***** EXERCISE DATA *****

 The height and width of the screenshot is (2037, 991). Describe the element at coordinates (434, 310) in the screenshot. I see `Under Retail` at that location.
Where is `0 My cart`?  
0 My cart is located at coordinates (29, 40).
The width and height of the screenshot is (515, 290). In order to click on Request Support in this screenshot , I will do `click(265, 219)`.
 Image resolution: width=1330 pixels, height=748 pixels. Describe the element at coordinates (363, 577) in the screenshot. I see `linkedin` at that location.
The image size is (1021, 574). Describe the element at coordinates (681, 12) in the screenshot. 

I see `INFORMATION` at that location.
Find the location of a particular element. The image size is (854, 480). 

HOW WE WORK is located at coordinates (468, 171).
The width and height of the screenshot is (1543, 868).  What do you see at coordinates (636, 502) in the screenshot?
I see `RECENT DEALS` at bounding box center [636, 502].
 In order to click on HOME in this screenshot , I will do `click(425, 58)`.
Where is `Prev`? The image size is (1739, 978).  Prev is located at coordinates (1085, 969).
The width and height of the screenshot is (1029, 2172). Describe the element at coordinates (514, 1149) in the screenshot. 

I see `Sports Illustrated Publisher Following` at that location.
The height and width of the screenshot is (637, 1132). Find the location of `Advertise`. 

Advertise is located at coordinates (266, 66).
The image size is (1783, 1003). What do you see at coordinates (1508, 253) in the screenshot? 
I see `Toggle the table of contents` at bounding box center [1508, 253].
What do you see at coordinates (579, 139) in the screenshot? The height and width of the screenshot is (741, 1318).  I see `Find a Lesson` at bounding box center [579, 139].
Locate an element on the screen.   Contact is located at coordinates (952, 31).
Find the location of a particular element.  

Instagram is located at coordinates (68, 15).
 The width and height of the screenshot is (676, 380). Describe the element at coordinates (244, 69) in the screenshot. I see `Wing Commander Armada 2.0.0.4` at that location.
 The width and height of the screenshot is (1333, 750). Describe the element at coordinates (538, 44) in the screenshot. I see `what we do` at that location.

*****

Output only an exact transcription of the lines above from the one with "The height and width of the screenshot is (637, 1132)." up to and including the one with "What do you see at coordinates (579, 139)".

_SOLUTION_
The height and width of the screenshot is (637, 1132). Find the location of `Advertise`. 

Advertise is located at coordinates (266, 66).
The image size is (1783, 1003). What do you see at coordinates (1508, 253) in the screenshot? 
I see `Toggle the table of contents` at bounding box center [1508, 253].
What do you see at coordinates (579, 139) in the screenshot? The height and width of the screenshot is (741, 1318).  I see `Find a Lesson` at bounding box center [579, 139].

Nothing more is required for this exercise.